Defending Beauty?
Anish Kapoor's Cloud Gate in Chicago (photo Jeff Jahn)
Tomorrow at Place
the latest Praxis salon discussion presents Jason Brown's Paper " In
the Defense of Beauty: The Guise and The Intangible." Grant Hottle's
paintings will be on display as well.
Beauty was a hot topic in the mid 90's when Dave Hickey challenged the decades
long bias against it in contemporary art with his essay, The
Invisible Dragon: Four Essays on Beauty. It was essentially an all out and
ultimately successful attack on a lot of French postmodernism theory that had
metastasized into a kind of academic koan, one which treated visual pleasure
as a kind of intellectual failing. What Hickey most effectively assaulted was
the academic conceit rather than the theoreticians themselves and suddenly it
was fine to make beautiful things again and craft suddenly stopped being a dirty
word... not that Anish Kapoor and Jeff Koons weren't already doing it and artists
like Murakami, Hirst, Andreas Gursky, Josiah McElheny and Olafur Elliason eventually
removed all doubt. Likewise, the resurgent interest in Ed Ruscha, Ellsworth
Kelly, Richard Serra, Robert Irwin and Judd ultimately solidified the argument
that beautiful (or relentlessly visual/kinesthetic) work could be intellectually
rigorous.
Overall, I'm interested in seeing where this discussion around Brown's paper
hinges on and diverges from the art history of the past 20 years and hopefully
some discussion of local examples will ensue (Storm Tharp, Jacqueline Ehlis
(who studied with Hickey), Eva Speer, Arcy Douglass, Laura Highes, Jordan Tull,
Laura Fritz, Midori Hirose, Adam Sorenson, the Appendix crew and James Lavadour
are all germane).

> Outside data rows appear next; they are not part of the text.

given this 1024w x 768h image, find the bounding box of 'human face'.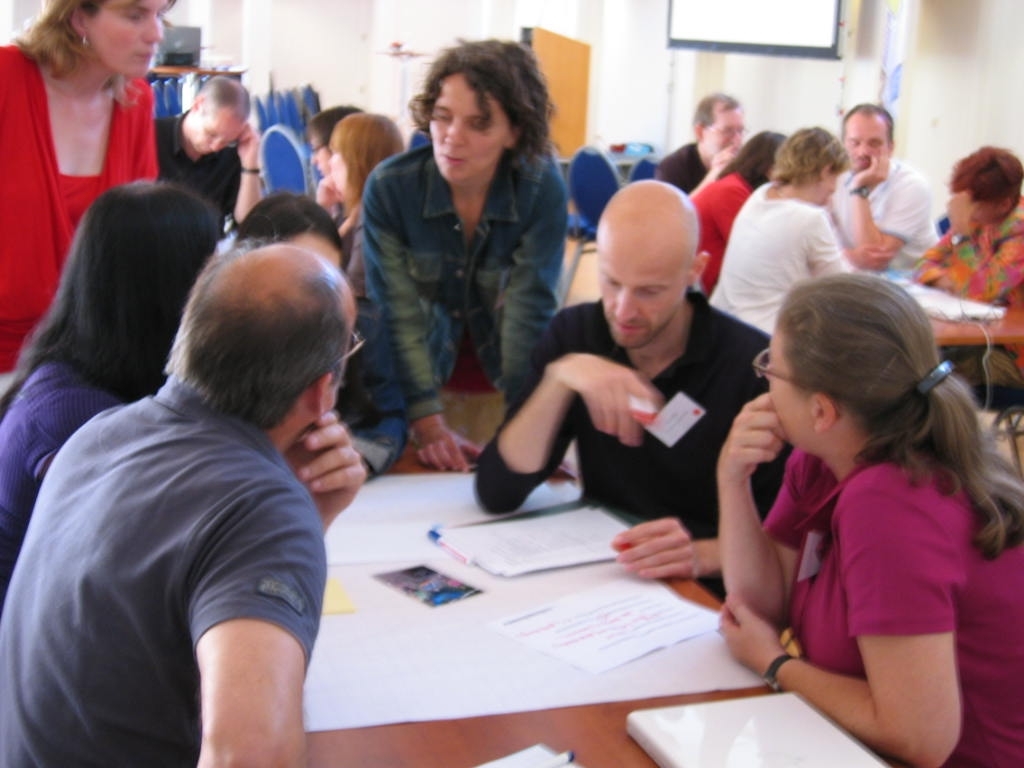
region(91, 0, 172, 70).
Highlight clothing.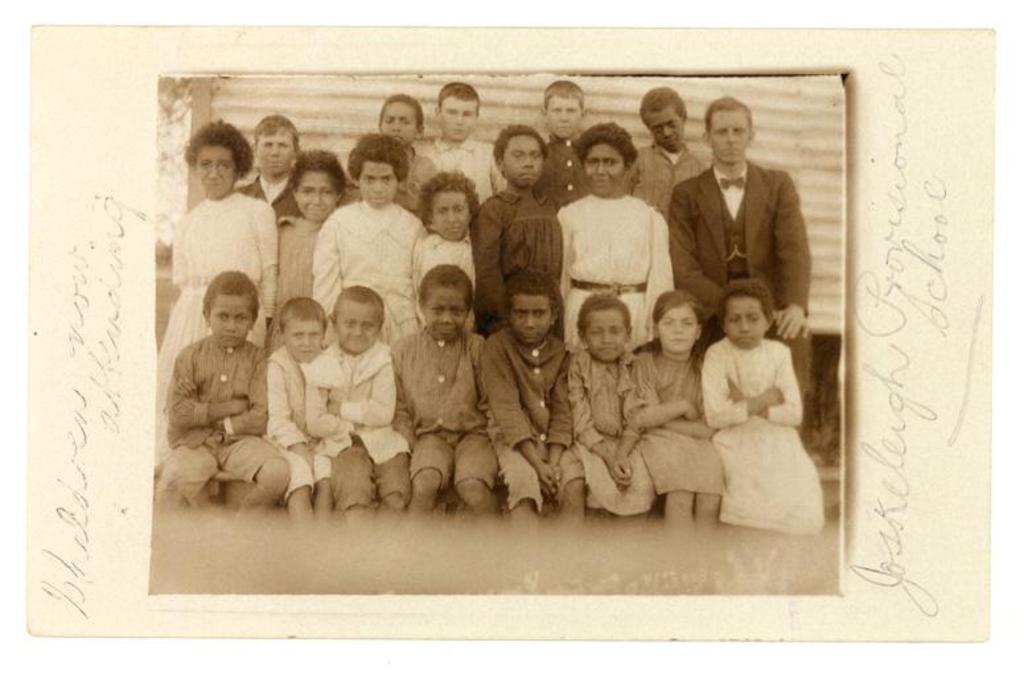
Highlighted region: <region>263, 337, 326, 487</region>.
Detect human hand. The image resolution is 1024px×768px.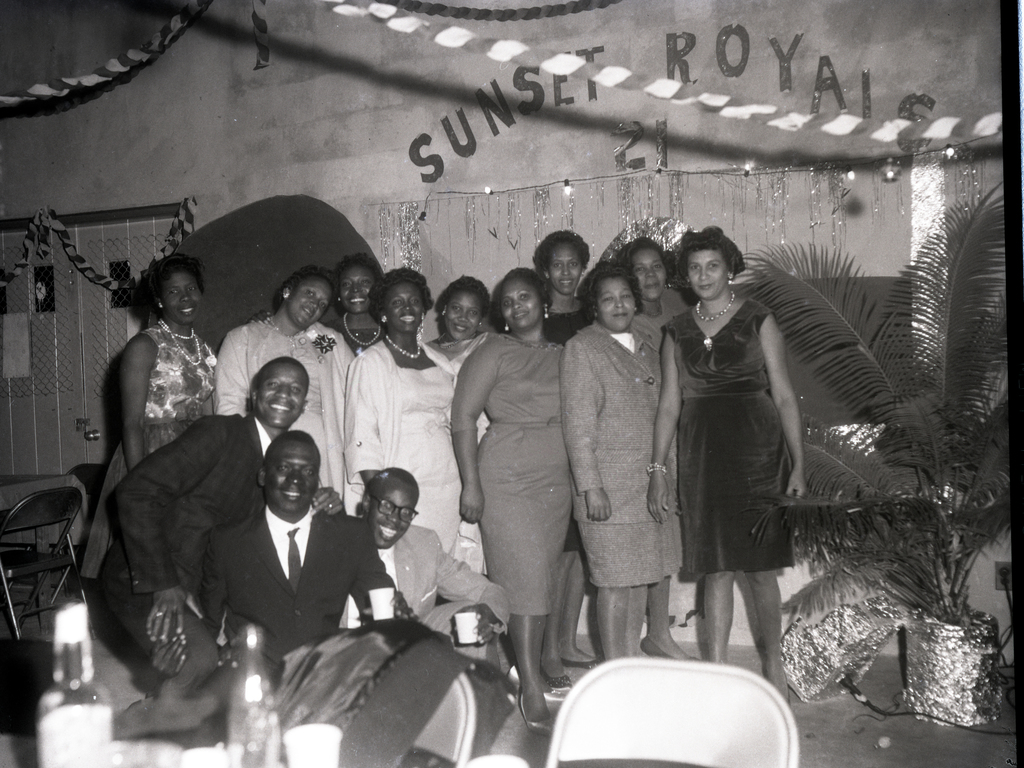
l=452, t=601, r=501, b=646.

Lastly, does beauty still require defending and from whom?
Perhaps reading Arcy's essay
from 2008 On Form (or from Polykleitos to Janine Antoni) might be helpful?
Place @ Pioneer Place
700 Sw Fith Ave. Third floor at settlement
August 24th
5:30 - 8:30PM
Posted by Jeff Jahn
on August 23, 2011 at 21:27
| Comments (5)
Or.. you could just go in with an open mind and see if the ideas make sense. Yeah, i could listen to Abbey Road before the new Dr. Dog album.. but why not just enjoy it?
Posted by: Christopher Buckingham at August 24, 2011 10:55 AM
"Lastly, does beauty still require defending..."
No. Beauty is -- like painting and representational art -- a perennial hardy enough to effortlessly survive any attempt -- however intellectually rigorous or fashionable -- to dismiss it.
"...and from whom?"
Adventurers who wandered away from the obvious and got lost.
Posted by: rosenak at August 24, 2011 06:08 PM
This is an interesting topic. Yes beauty and aesthetics must still be defended or it might wander into the territory of saying "art is everything or anything" which is dangerous. If art is everything then it is nothing. It has no independent definition. Ultimately it is a defense of truth.
@rosenak: Your last sentence is beautiful.
Posted by: Faure at August 30, 2011 01:02 PM
The paradox of everything and nothing is an interesting loop. However, it does seem more dangerous to start talking about what isn't art as opposed to anointing what is.
Art lies.
That is the truth.
,
Posted by: ST at August 31, 2011 01:08 PM
(@ST) We are definitely starting from different places. It seems there is two lines of thoughts about language. One popular one, right now, is to be very literal about “meaning”. With that, few things meet the requirements to hold their definitions. The other line of thought recognizes that meaning has always been fluid and that there is no reason to give up on categories. Language recognizes naturally occurring categories and simply gives them a name. A group of objects are recognized as similar, (exp. Flowers, subcategory Roses.) With categories there is variety. If everything is everything, it is all neutral grey.
Back to Art… I think Art holds it’s own definition. It is fluid because we are human. Does some art lie? Yes, some Artists are happy with creating the impression of success instead of true success. (But that sound very human too.) For me, Cult of personality art is very boring but the members of the Cult always look like they are having a good time.